Sherwin-Williams arrives at its July 21 print with the analyst community growing more constructive — but a stock that stumbled 2% on Thursday to $331.32 is now trading well below where most of the Street has planted its targets.
The analyst story has shifted meaningfully since the last earnings report. After several firms trimmed targets following April's disappointing print — which sent the stock down 5.4% in a single session and nearly 7% over the following five days — RBC Capital and BMO Capital both raised targets in early July, to $405 and $400 respectively, while maintaining Outperform ratings. The consensus target now sits at $379.60, implying roughly 15% upside from current levels. That gap between price and target has widened sharply in recent days, as the stock has given back a week's worth of gains. The bull case rests on margin recovery: a 60 basis-point gross margin expansion to 49.4% last quarter, combined with $80 million in annualised restructuring savings, gives management credible ammunition to defend the second-half outlook. Bears point to the guidance cut already delivered — management lowered its 2025 sales growth forecast from positive low-single-digit to flat-to-low-single-digit — and note that persistently high interest rates continue to suppress housing turnover, the lifeblood of the paint stores segment.

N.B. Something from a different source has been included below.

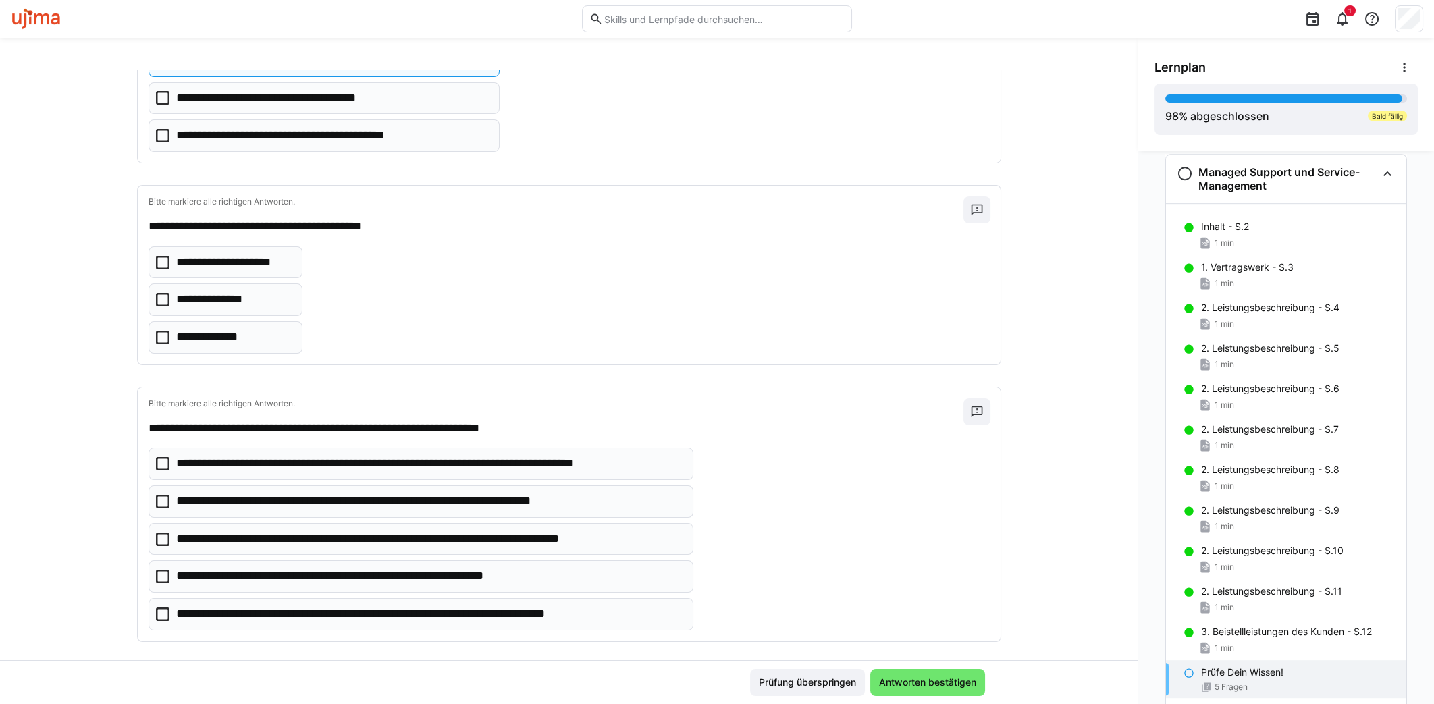 The width and height of the screenshot is (1434, 704). What do you see at coordinates (1247, 267) in the screenshot?
I see `p: 1. Vertragswerk - S.3` at bounding box center [1247, 267].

Options positioning has eased modestly from the extreme caution flagged ten days ago, but remains tilted defensive. The put/call ratio was running at 0.98 on Thursday, above its 20-day average of 0.90 — less alarming than the spike seen earlier in the month but still above neutral. The z-score of 0.65 places current positioning in mildly cautious territory rather than outright fear, a notable de-escalation from the two-standard-deviation reading that prevailed when the previous note was published. Short interest has continued its retreat — down 18% on the week to 2.9% of the float — and the borrow market remains entirely unconstraining, with availability essentially unlimited. Cost to borrow has ticked up 24% on the week to 0.38%, but in absolute terms that is still negligible. The short story is not the earnings thesis here.
Peers moved in a broadly similar direction on Thursday: PPG fell 1.1%, RPM dropped 1.2%, and AXTA lost 1.6%. SHW's 2% decline was slightly steeper than the group, consistent with a stock carrying a higher valuation multiple — the forward P/E sits near 27x — into a print where the recent track record of post-earnings reactions has been negative. The 12-month forward EPS growth factor ranks in the 91st percentile of the ORTEX universe, which is the clearest quantitative support for the bull case; but the EV/EBIT factor scores in just the 25th percentile, reflecting how much of that growth is already priced in.
The July 21 print is ultimately a test of whether management can deliver the promised second-half margin improvement at a volume trajectory that justifies a premium multiple in a housing market that has yet to turn.